Using radio waves to control the density in a fusion plasma
Using radio waves to control the density in a fusion plasma
Recent fusion experiments on the DIII-D tokamak at General Atomics (California, US) and the Alcator C-Mod tokamak at MIT (Massachusetts, US), show that beaming microwaves into the centre of the plasma can be used to control the density in the centre of the plasma, where a fusion reactor would produce most of its power. Several megawatts of microwaves mimic the way fusion reactions would supply heat to plasma electrons to keep the "fusion burn" going.
The new experiments reveal that turbulent density fluctuations in the inner core intensify when most of the heat goes to electrons instead of plasma ions, as would happen in the center of a self-sustaining fusion reaction. Supercomputer simulations closely reproduce the experiments, showing that the electrons become more turbulent as they are more strongly heated, and this transports both particles and heat out of the plasma.
"We are beginning to uncover the fundamental mechanisms that control the density, under conditions relevant to a real fusion reactor," says Dr. Darin Ernst, a physicist at the Massachusetts Institute of Technology, who led the experiments and simulations, together with co-leaders Dr. Keith Burrell (General Atomics), Dr. Walter Guttenfelder (Princeton Plasma Physics Laboratory), and Dr. Terry Rhodes (UCLA).
--Supercomputer simulation shows turbulent density fluctuations in the core of the Alcator C-Mod tokamak during strong electron heating. Credit: D. R. Ernst, MIT
New Advisory Board to promote project and safety culture at ITER
New Advisory Board to promote project and safety culture at ITER
In order to improve project performance and in light of the ITER Project's specific managerial and cultural complexities, an External Management Advisory Board (EMAB) was established earlier this year. This week, the members of the EMAB convened for their first meeting at ITER Headquarters.
The objective of the EMAB is to advise the ITER Organization's senior managers and the Director-General on enhancing project and safety culture, a challenging activity in the context of a mega international project with seven Members. Also, the Board is charged with assessing the practical implementation of the set of actions that was decided in response to the Management Assessment carried out in 2013.
The Chair of this new entity is Jean Jacquinot, who also serves as scientific advisor to the Chairman of the French Alternative Energies and Atomic Energy Commission (CEA), Bernard Bigot.

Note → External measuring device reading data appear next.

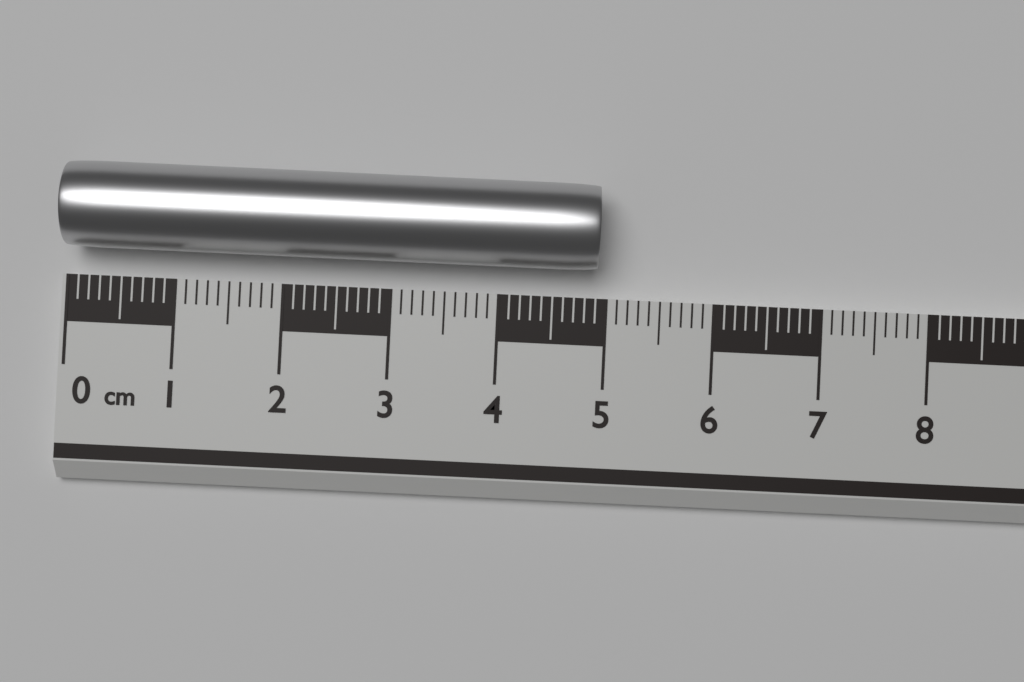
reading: 4.9 cm
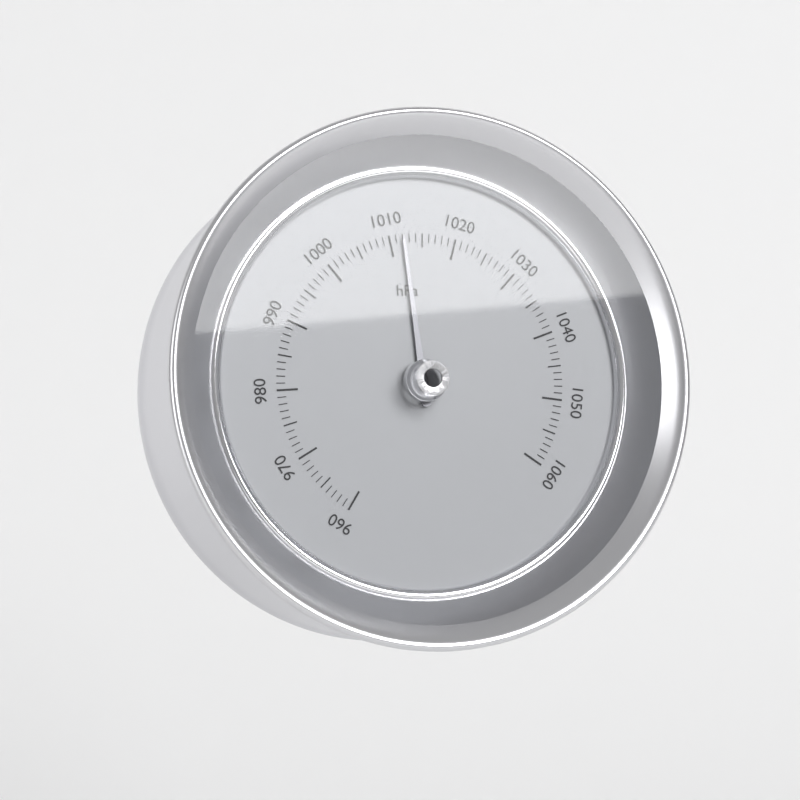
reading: 1012 hPa
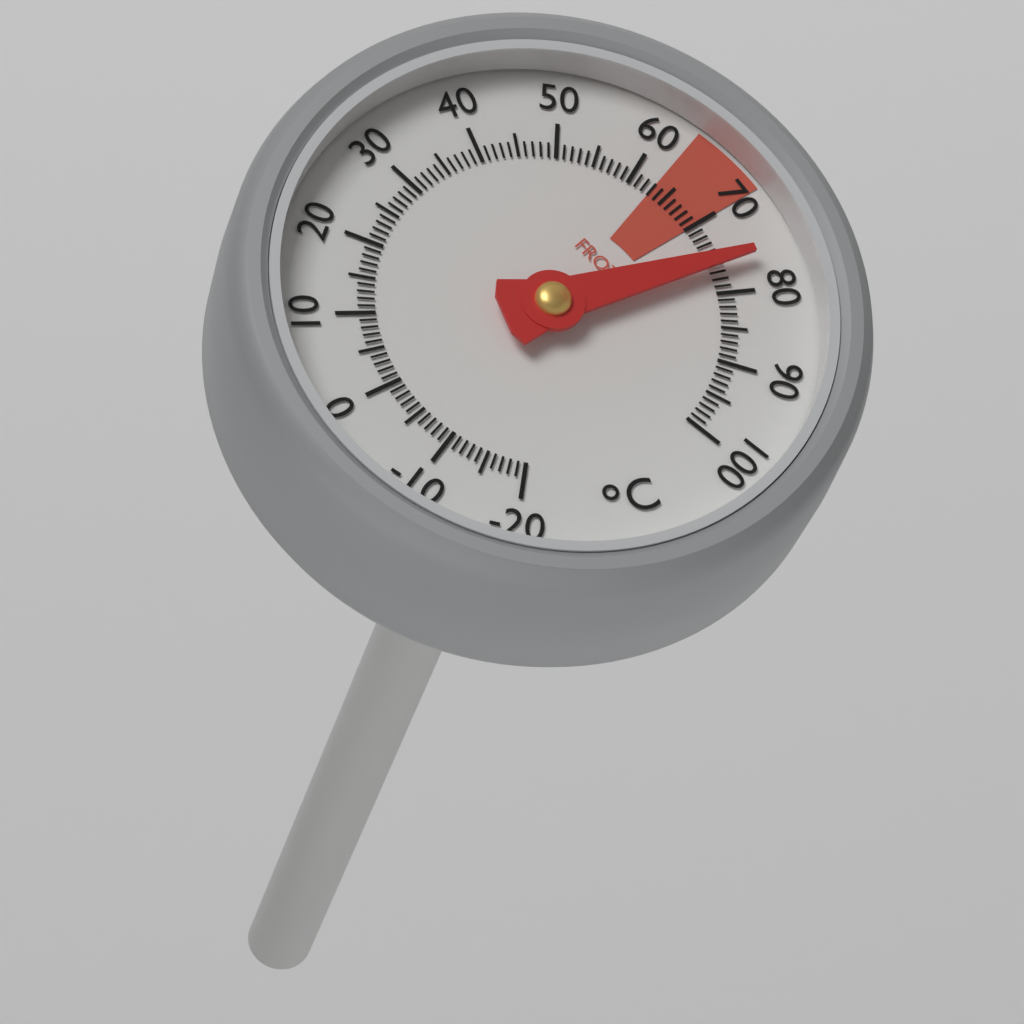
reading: 76 °C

Other Board members are Michael Tendler, professor at Sweden's Alfvén Laboratory (Royal Institute of Technology); Richard Hawryluk, head of the department of ITER and Tokamaks at the Princeton Plasma Physics Laboratory (US); Dhiraj Bora, director of the Institute for Plasma Research, IPR (India); and Yuanxi Wan, Academician of the Chinese Academy of Sciences and former Chairman of the ITER Science and Technology Advisory Committee (STAC). ITER's Colette Ricketts, of the System Management Section, is in charge of the secretariat.
"During our first meeting held on 20-21 October, we had a very fruitful discussion," the Board members reported after the first meeting. "We openly addressed issues such as the project's nuclear and safety culture, options for improved alignment between the ITER Organization and the Domestic Agencies, and last but not least the creation of the ITER Chief Executive Team, (ICET), formed to improve collaboration between all actors of the ITER Project."
The Board will continue to address key ITER management issues at its next meeting, scheduled for 11-12 December 2014.